Hi, today marks a whole year of every day study since I have returned to Japanese again after a 10 year or so break after I have stopped at an intermediate level. I wanted to summarize my experience and share my insights.
My background
I have started learning in 2009 during my school and uni in a group and with a tutor a little after that. I have managed to get jlpt n2 in 2012 which at that time was a huge boon for a career start since the Japanese were rapidly expanding their eastern Europe presence and basically any level of proficiency could either lend you a job in a factory as an interpreter or in office as a clerk. The starting pay was immense for that time. That's when I managed to get my "second brain" and speaking proficiency and also visited japan multiple times, once for a couple of months in a language school, for a better understanding of the language and cultural context.

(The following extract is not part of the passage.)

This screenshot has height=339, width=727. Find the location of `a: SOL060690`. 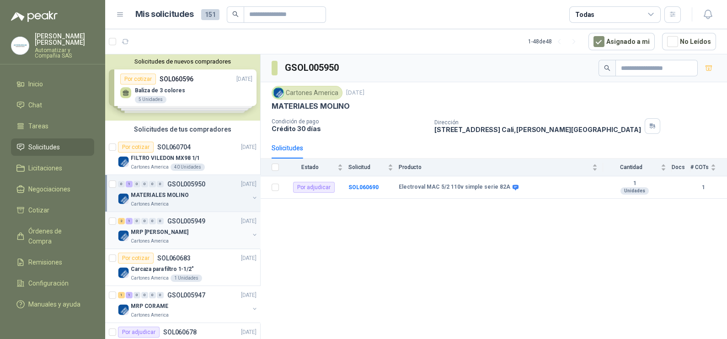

Sadly, I was lost on how to learn after n2 and leap to n1 was seemingly too big. That is to say, I had no idea what I was doing. Around 2014-2015 my life priorities have changed, I have burned out on all thing japan.
I was constantly stuck on the "80% comprehension" problem.
During 2014-2024 I have made a couple of attempts to return to my learning, once with a tutor, once with a textbook, once with anki – all those attempts have failed as I had no clear goals, no roadmap, no set schedule, no structure to my study. At that time I also didn't fully understand how to bridge the gap of my understanding or what exactly I wanted to reach.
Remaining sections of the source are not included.